The Tenth Cutter Summit Conference

Damn! I thought that I was going to be the first to blog about the upcoming Cutter Consortium Summit conference, but I see that my friend and colleague, Michael Mah, has beaten me to the punch with his own posting. Well, that’s okay: it’s a sufficiently important conference to warrant several different perspectives on the […]

$500 Toys

The techno-savvy middle-class marketplace in North America, South America, Europe, and Asia seems to have an almost unlimited capacity to acquire sexy, new electronic gadgets — from iPods to PDAs, from the latest multi-function cell-phone, to the latest N-megapixel digital camera. I’m as guilty as the rest: I’ve just recently acquired a Nikon CoolPix P3 […]

ITechLaw 2006 in San Francisco

Any excuse to visit San Francisco is a good one, as long as the San Andreas fault holds together for another couple of years. My excuse this week is the annual conference of the Information Technology Law Conference, aka ITechLaw. In past years, it has generally been held in such East Coast locations as Washington […]

Hedging Vista

I noticed an interesting article in Computerworld (”Microsoft says Vista still ‘on track’ despite Gartner doubts“)yesterday, speculating on the possibility that Microsoft may be forced to delay, once again, its much-delayed operating system, Vista. The latest fuss is based on an observation from the Gartner Group, which published a research note indicating that it […]
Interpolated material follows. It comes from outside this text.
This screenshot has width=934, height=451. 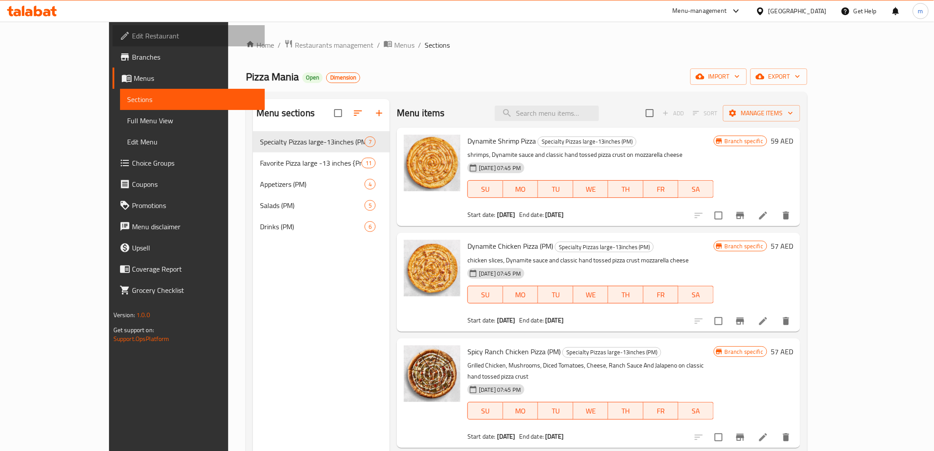 I want to click on span: Salads (PM), so click(x=312, y=205).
Immigration: if we need tomato-pickers, then we need software engineers too

I arrived in Chicago yesterday morning just ahead of the 400,000 people who were marching in favor of immigration rights; I read in this morning’s paper that the crowds were even larger in Los Angeles, and also pretty big in New York and Denver. It seems like the debate is heating up, and it’s not […]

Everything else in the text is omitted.